ASSIGNMENT: Write out nothing but the lines from the one containing "The width and" through the last line below, both included, and without the pictures.

SUPPLIED MATERIAL:

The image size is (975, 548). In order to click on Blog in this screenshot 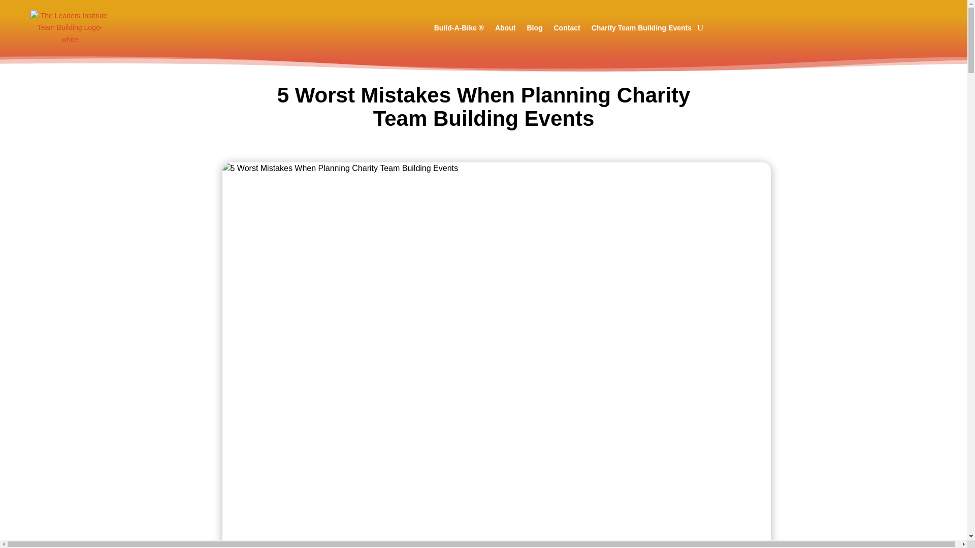, I will do `click(534, 27)`.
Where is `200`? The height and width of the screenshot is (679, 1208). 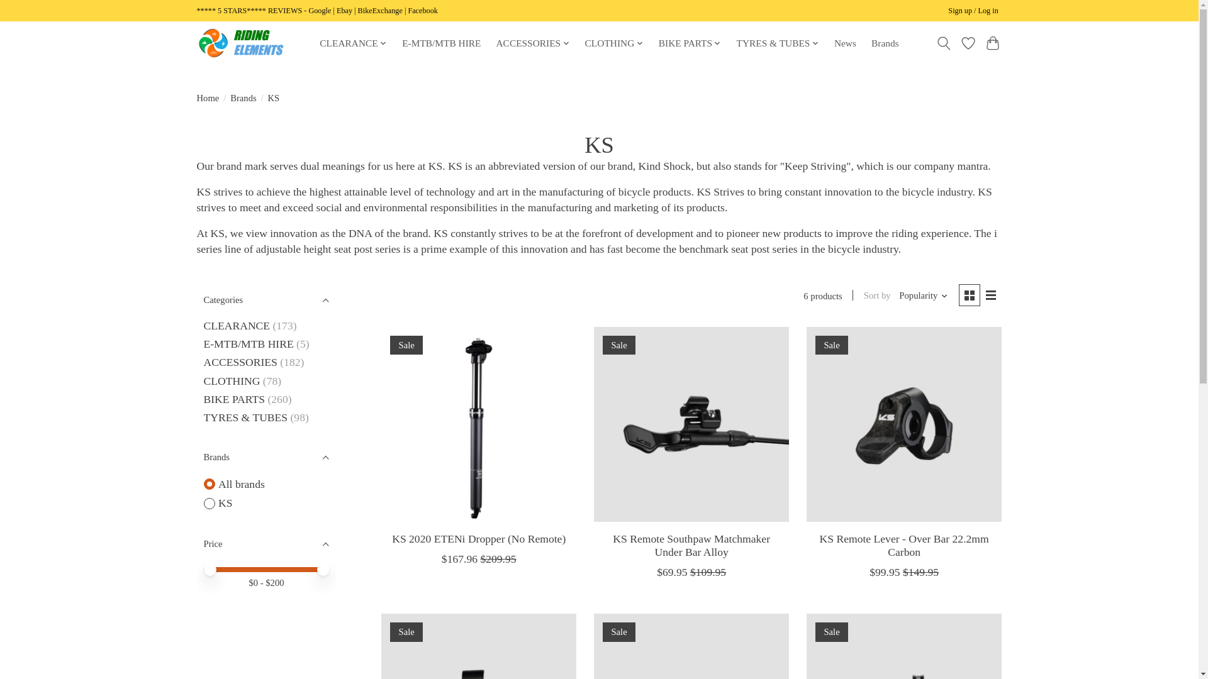
200 is located at coordinates (267, 568).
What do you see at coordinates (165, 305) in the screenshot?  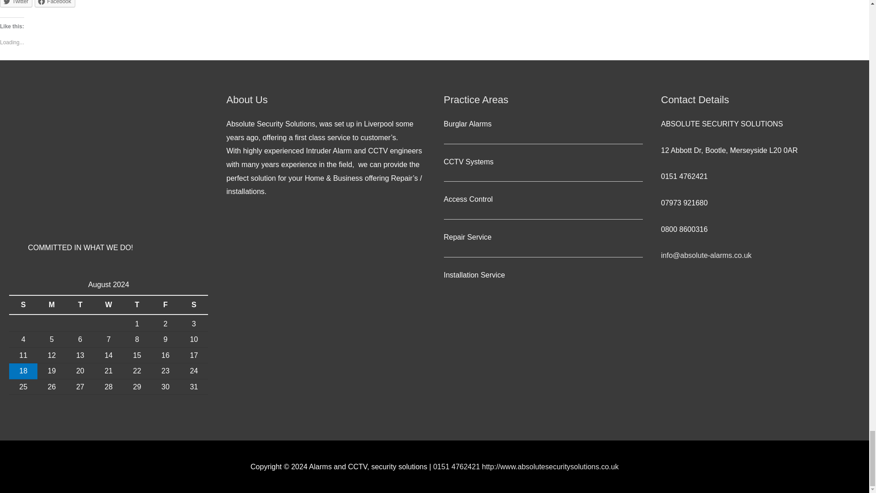 I see `Friday` at bounding box center [165, 305].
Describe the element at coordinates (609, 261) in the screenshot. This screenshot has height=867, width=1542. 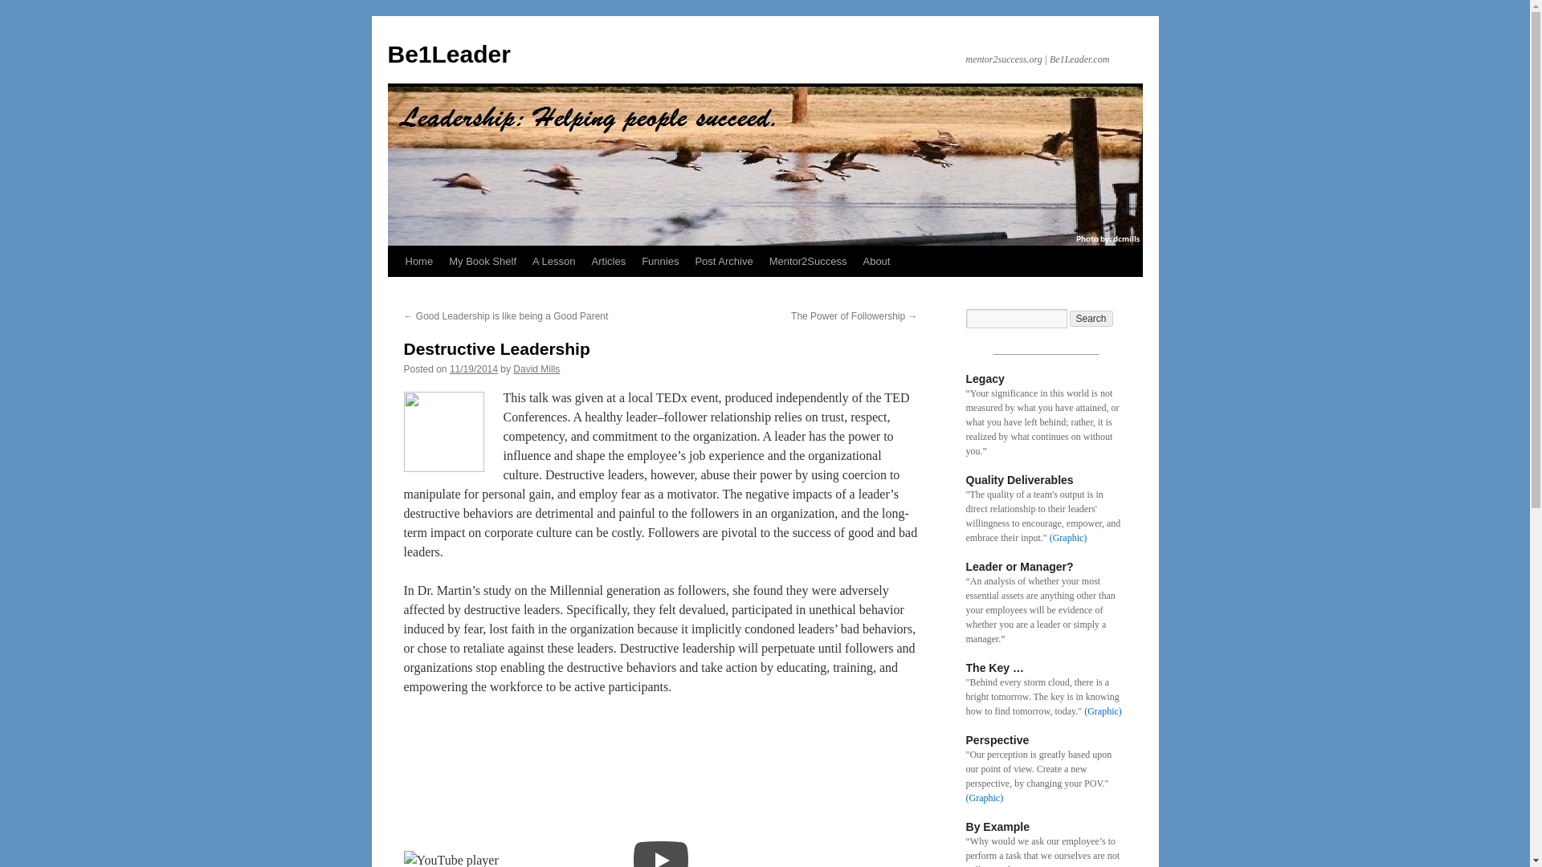
I see `Articles` at that location.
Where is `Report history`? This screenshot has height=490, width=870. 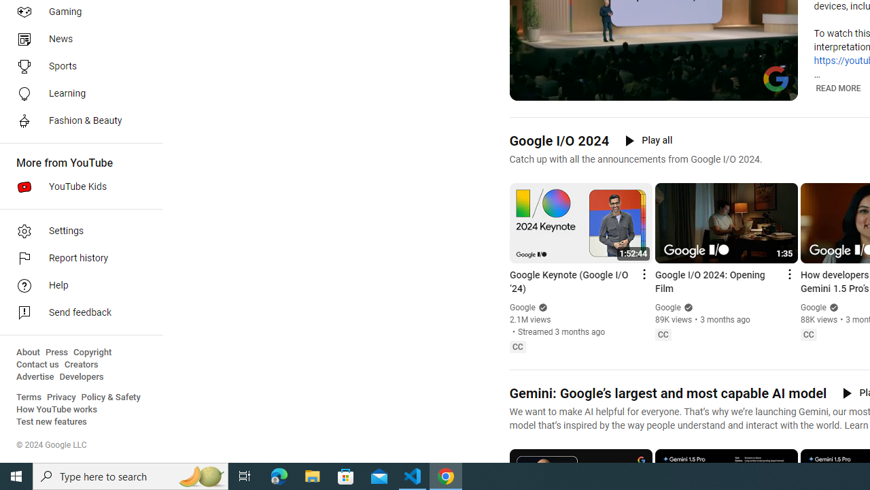
Report history is located at coordinates (78, 258).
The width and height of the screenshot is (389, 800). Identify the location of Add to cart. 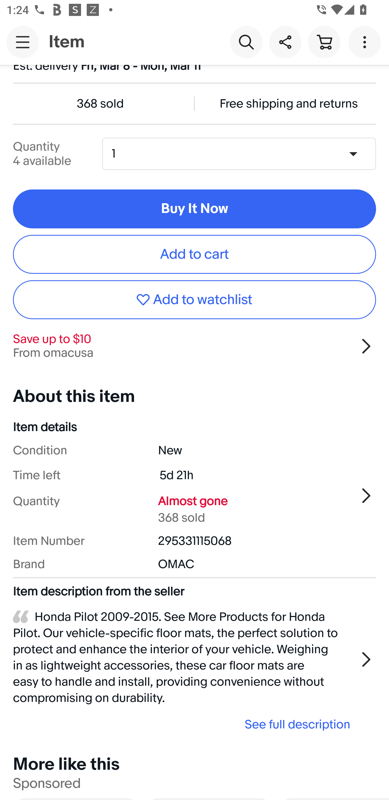
(194, 254).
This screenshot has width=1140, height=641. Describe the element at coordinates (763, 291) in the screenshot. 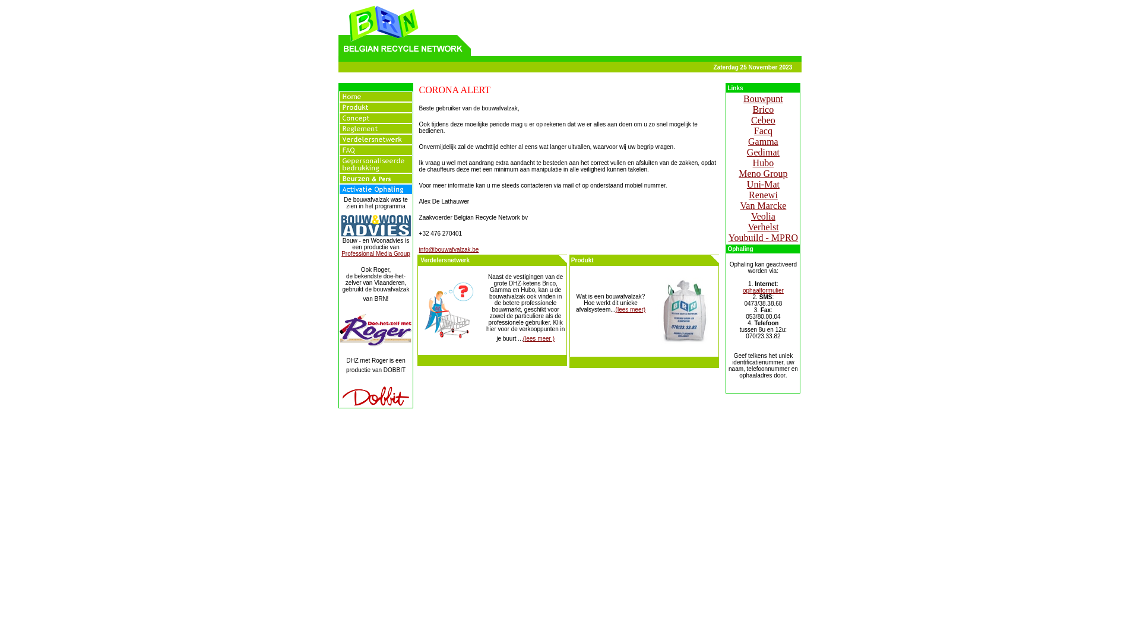

I see `ophaalformulier` at that location.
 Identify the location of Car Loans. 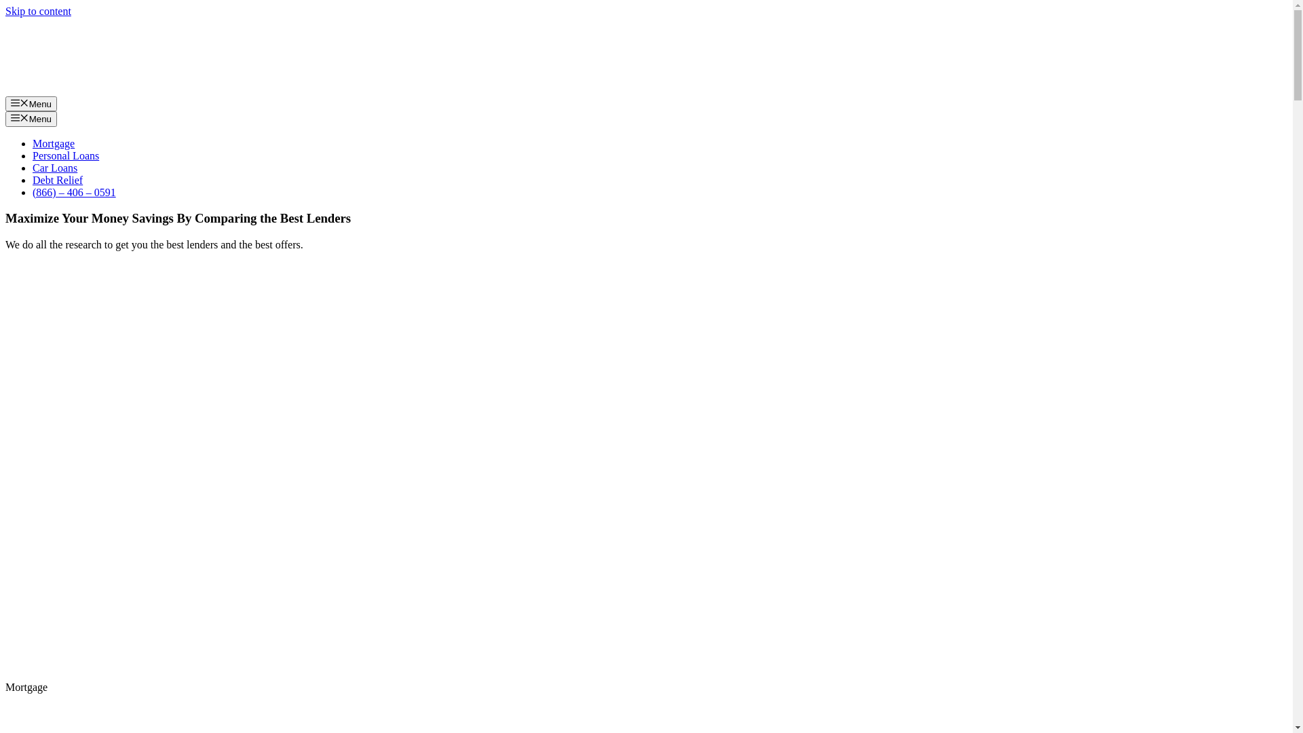
(55, 168).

EXERCISE RESULT:
The width and height of the screenshot is (389, 800). Identify the location of Add to cart. 
(194, 254).
This screenshot has width=1140, height=641. Describe the element at coordinates (763, 291) in the screenshot. 

I see `ophaalformulier` at that location.
 Identify the location of Car Loans. 
(55, 168).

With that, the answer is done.